Latest Trump Administration Rollback Threatens Environmental Justice

The federal government is jettisoning a way to prove discrimination in court, but Massachusetts can make sure those protections remain at the state level.

The Massachusetts Legislature missed their chance to lead on energy today. Photo Credit: Shutterstock.

The Massachusetts legislature is considering two bills that would provide tools for impacted communities to challenge discrimination in our state. Photo: Shutterstock

The Trump administration will seize any opportunity to roll back civil rights. One of the latest attacks dismantles protections against discrimination that have long been a cornerstone of the Fair Housing Act. Allowing discriminatory housing practices to occur harms neighborhood health and well-being in communities of color and immigrant and refugee communities for generations.

CLF and our allies are fighting back against this federal attack on housing policy because we believe that healthy environments encompass all the places where we live, work, play, learn, and worship. But we’re not stopping there. Right now, the Massachusetts legislature is considering two bills that would provide tools for impacted communities to challenge discrimination in our state. In the face of federal rollbacks, now is the time for the Commonwealth to step up as a civil rights leader.

Disparate Impact: A Tool to Fight Discrimination 

We all have a right to breathe fresh air, drink clean water, and put down roots in a healthy community. But these basic rights aren’t the reality for everyone in New England. Our country’s history of housing segregation means that communities of color and immigrant and refugee communities are most likely to contend with groundwater contaminated by a landfill, breathe air polluted by highway traffic, or wait for a bus that never comes. The fight for environmental justice counteracts decades of systemic injustice that persists to this day.

These injustices often play out through policies and decisions that may not seem discriminatory on the surface, but their impacts harm historically marginalized and underserved communities. They happen when decisions are made to site a toxic ash landfill, carve a highway through a neighborhood, or redirect a bus to serve a whiter, wealthier community. This is called “disparate impact discrimination,” and it often forms the basis of environmental justice cases.

The Trump administration’s rollback is the latest move to weaken the disparate impact rule under the Fair Housing Act. This rule currently provides a path for people and communities to bring civil rights cases when injustices occur that preserve housing segregation. The new regulations will make the path to justice —including environmental justice — incredibly difficult. At a moment when the climate crisis is escalating, we need more protections for those most at risk, not fewer.

Climate Change is Already Hurting Some More Than Others

The unequal impacts of climate change aren’t in the distant future. They’re happening here in Massachusetts, and they’re happening now. And they are directly linked to the history of housing discrimination. Segregated housing created conditions that put communities of color and immigrant and refugee communities most at risk from the immediate threats and long-term impacts of climate change. And when extreme weather events amplified by climate change hit, these communities have significantly fewer resources needed to recover.

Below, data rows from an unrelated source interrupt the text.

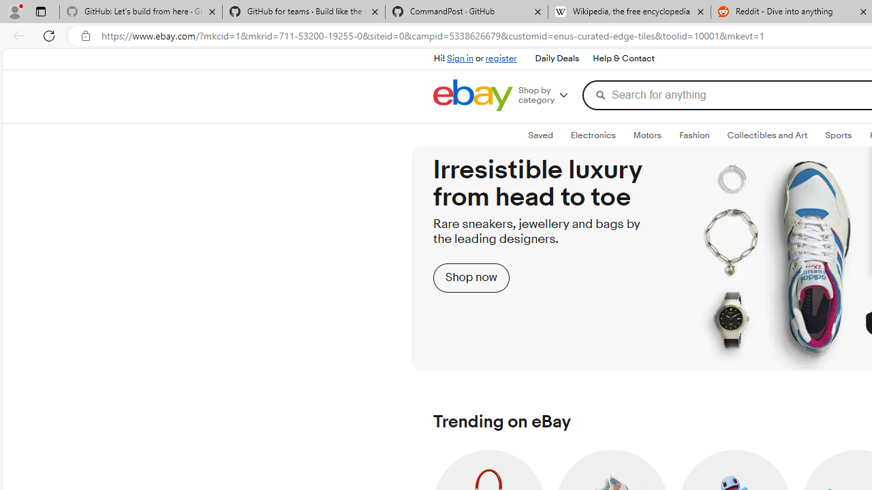  What do you see at coordinates (556, 59) in the screenshot?
I see `Daily Deals` at bounding box center [556, 59].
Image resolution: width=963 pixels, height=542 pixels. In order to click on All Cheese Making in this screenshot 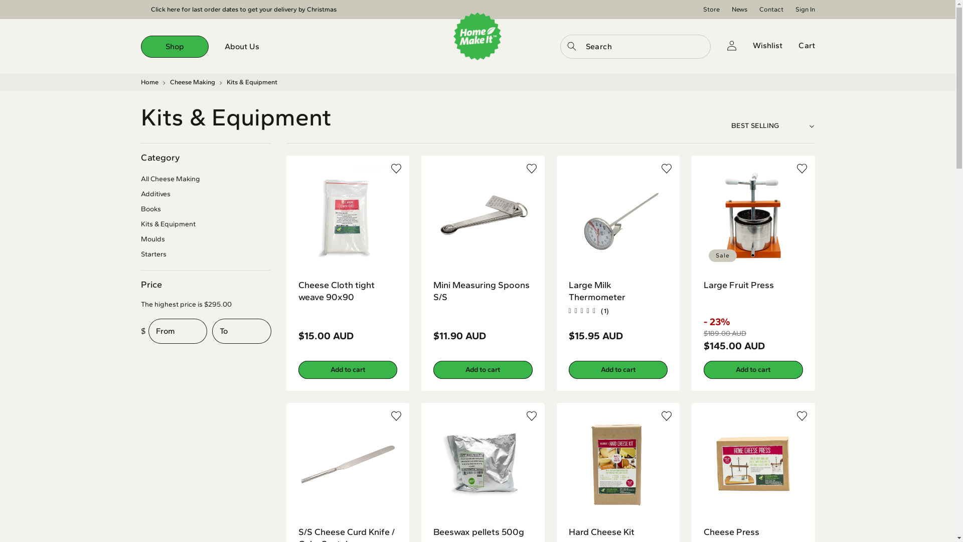, I will do `click(206, 179)`.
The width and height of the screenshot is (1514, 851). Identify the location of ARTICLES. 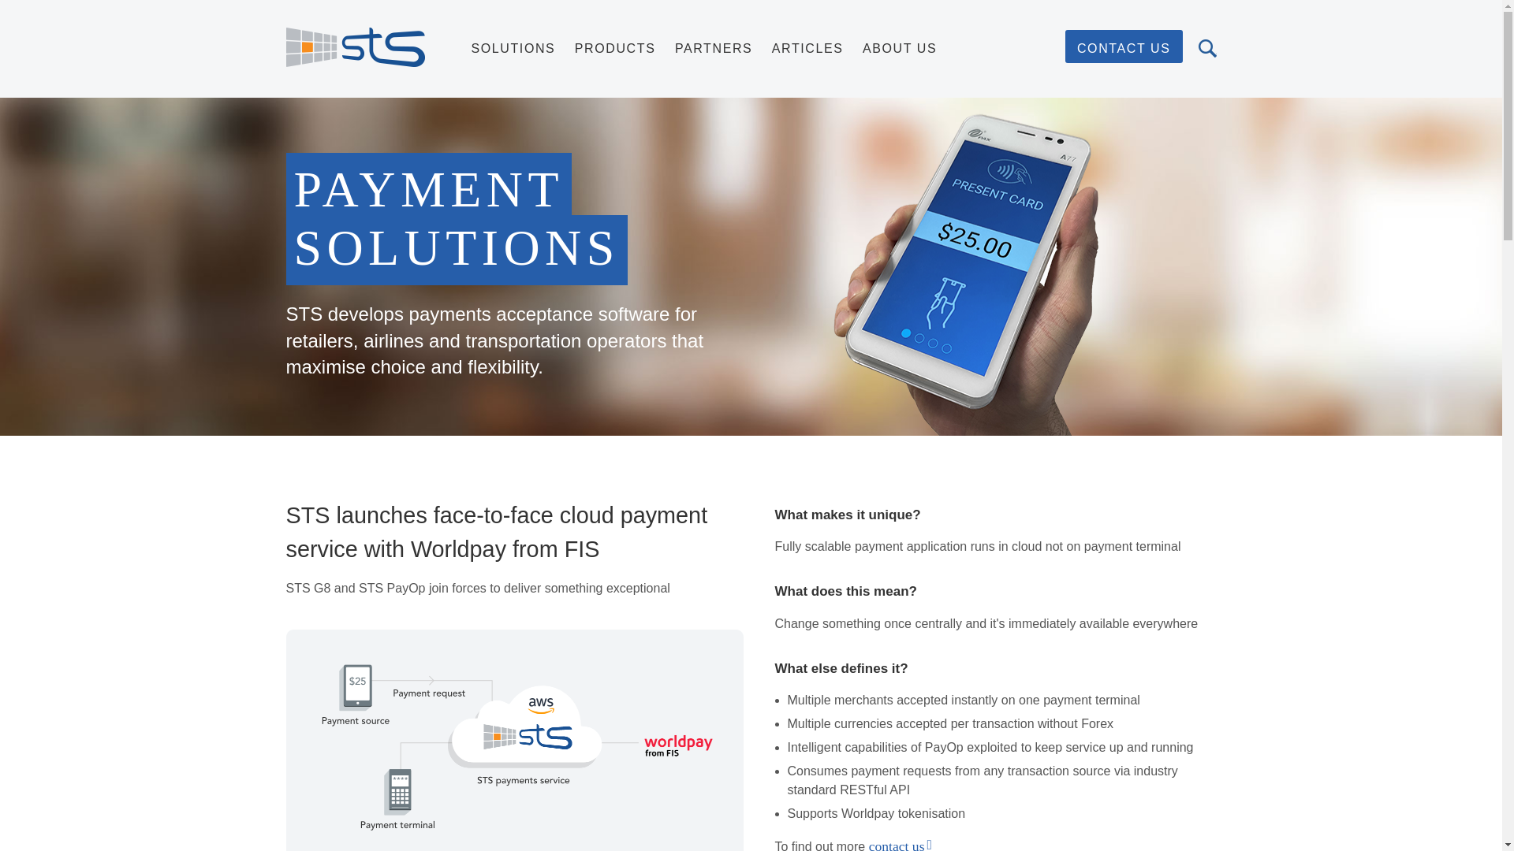
(807, 48).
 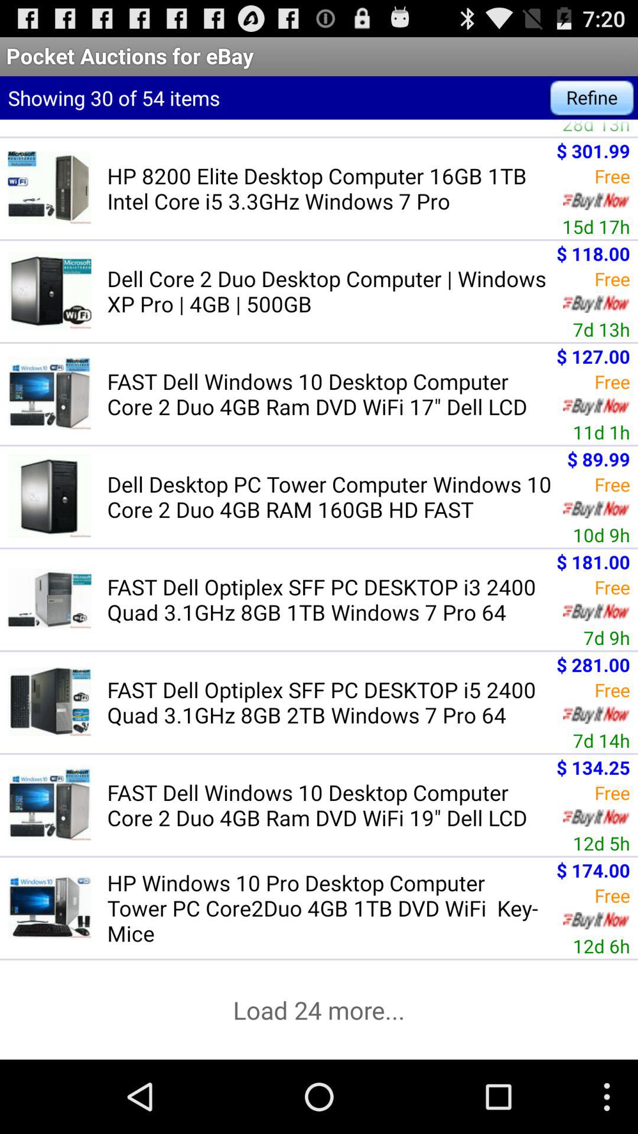 What do you see at coordinates (595, 128) in the screenshot?
I see `turn off the icon to the right of the hp elite 8200` at bounding box center [595, 128].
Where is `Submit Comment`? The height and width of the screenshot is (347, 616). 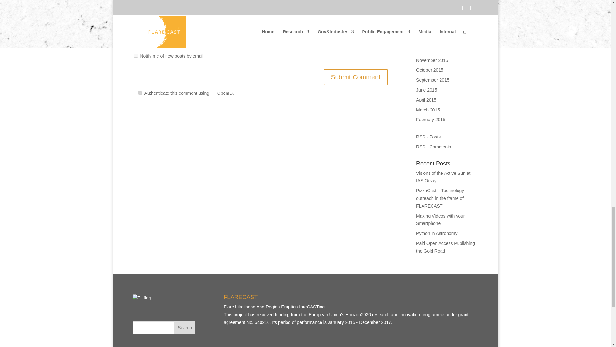 Submit Comment is located at coordinates (356, 77).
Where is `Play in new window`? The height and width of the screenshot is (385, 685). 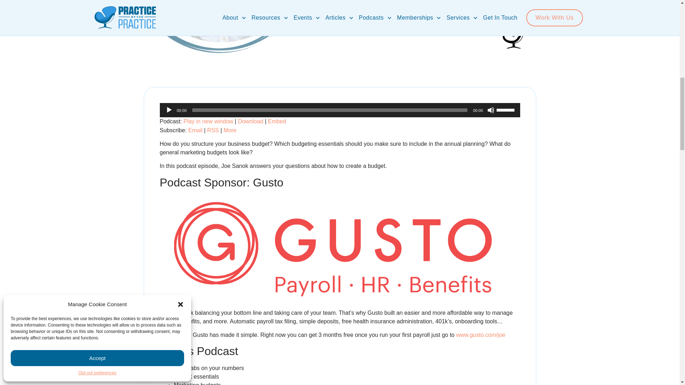 Play in new window is located at coordinates (208, 121).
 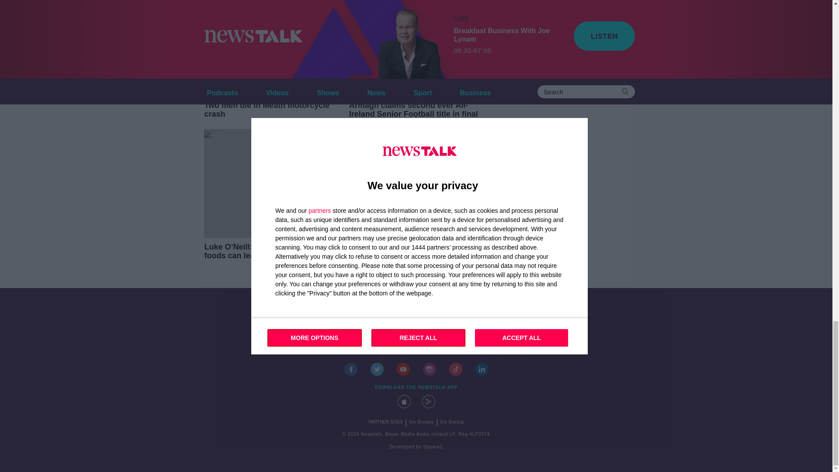 I want to click on site terms, so click(x=445, y=353).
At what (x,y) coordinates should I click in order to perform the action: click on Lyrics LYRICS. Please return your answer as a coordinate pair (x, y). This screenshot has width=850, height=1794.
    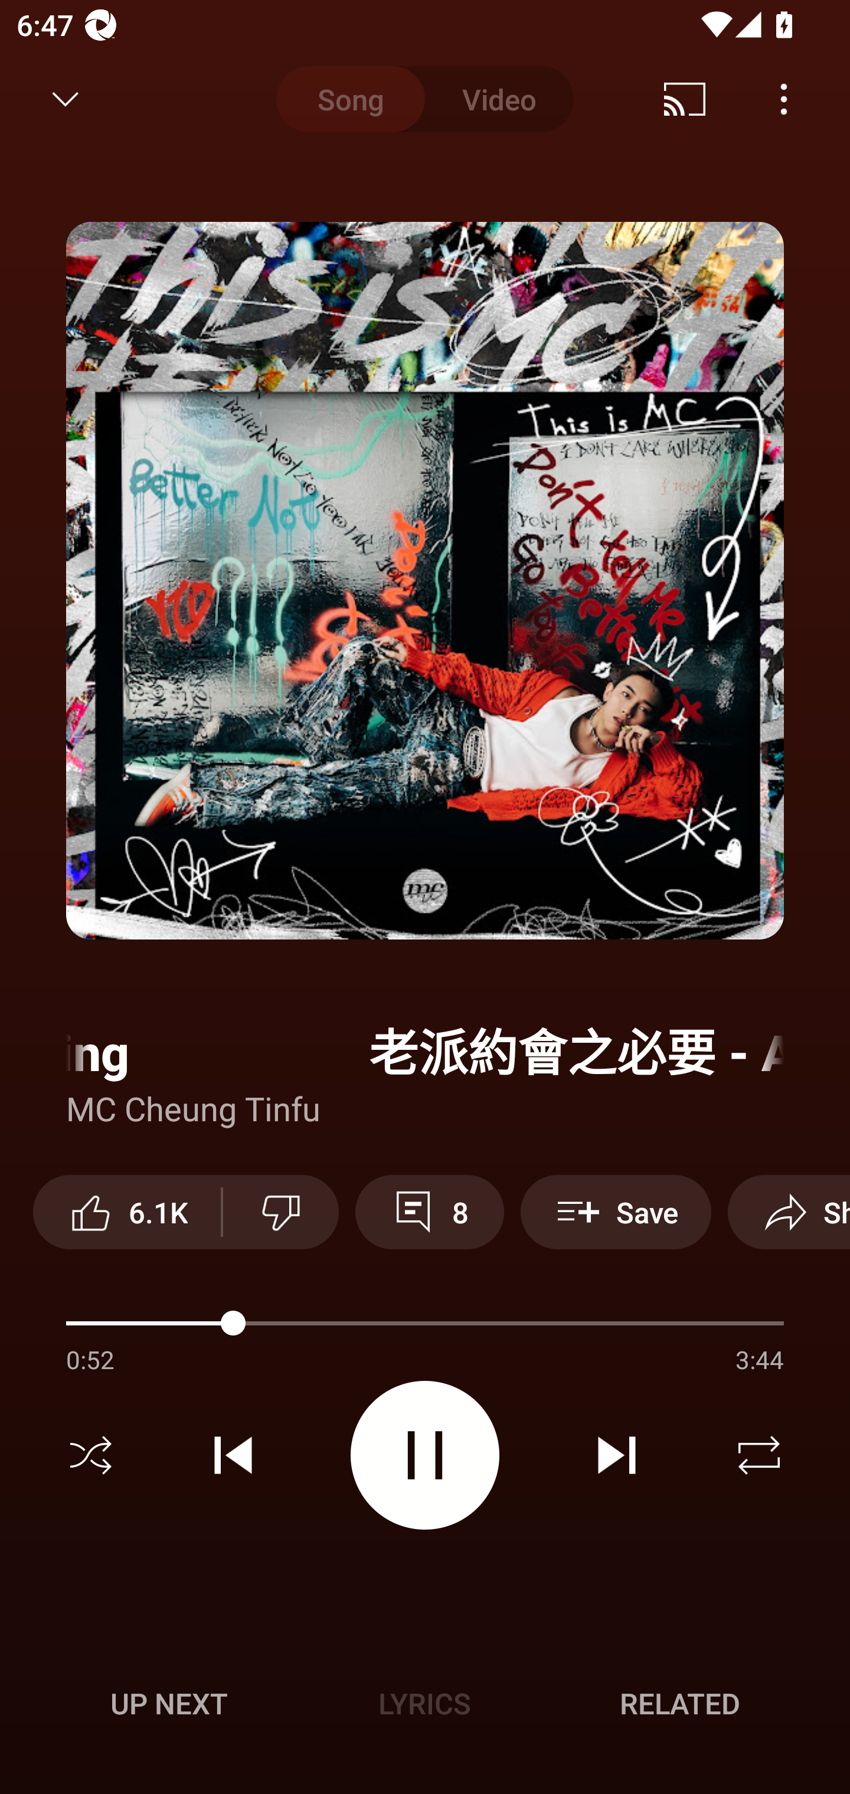
    Looking at the image, I should click on (424, 1703).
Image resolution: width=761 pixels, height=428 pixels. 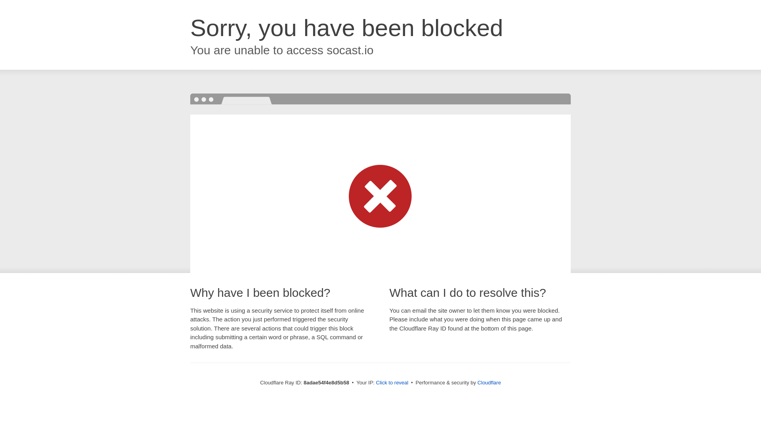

CLF’s neighbors in Chinatown are just one example of how this plays out. Two highways run through the neighborhood, and today, its residents breathe the highest levels of toxic tailpipe pollution in the state. This exhaust has been linked to several health problems, including asthma, emphysema, lung cancer, and heart disease. The effects on poor air quality will only get worse with a warming climate.

Climate change will amplify these and other risks – both in the near- and long-term – unless we take deliberate action to both dismantle historical injustices and guarantee protections for our most vulnerable communities going forward. That’s why we’re advocating for statewide legislation along with a coalition of other environmental justice and allied organizations that recognize environmental justice as a civil rights issue. 

State-wide Legislation Would Ensure Protections Remain

At the state level, we can create stronger protections for Massachusetts residents. Bills S.915/H.3374, An Act to Restore Enforcement of Civil Rights, and H. 1512, An Act to Eliminate Disparate Impact, would codify that the government cannot discriminate against people based on a wide range of protections, including race, gender identity, and religion. We are hoping to expand these protections to include sexual orientation and gender identity as well.

Communities of color and refugee and immigrant communities need these legal safeguards to ensure that policies to address the intense heat, dangerous flooding, and extreme weather events of climate change do not discriminate.

Both sets of bills explicitly make programs or methods that have the effect of excluding people illegal. These bills provide individuals and organizations with the tools to go to court and fight for the health and safety of their families and communities.

The bills are currently with the Judiciary Committee. In light of the federal rollbacks, we need to get these bills moved out of committee and to a positive vote by the entire legislature as soon as possible.

Call your Senator and Representative today and urge them to support S.915/H.3374, An Act to Restore Enforcement of Civil Rights, and H. 1512, An Act to Eliminate Disparate Impact.

Before you go... CLF is working every day to create real, systemic change for New England’s environment. And we can’t solve these big problems without people like you. Will you be a part of this movement by considering a contribution today? If everyone reading our blog gave just $10, we’d have enough money to fund our legal teams for the next year.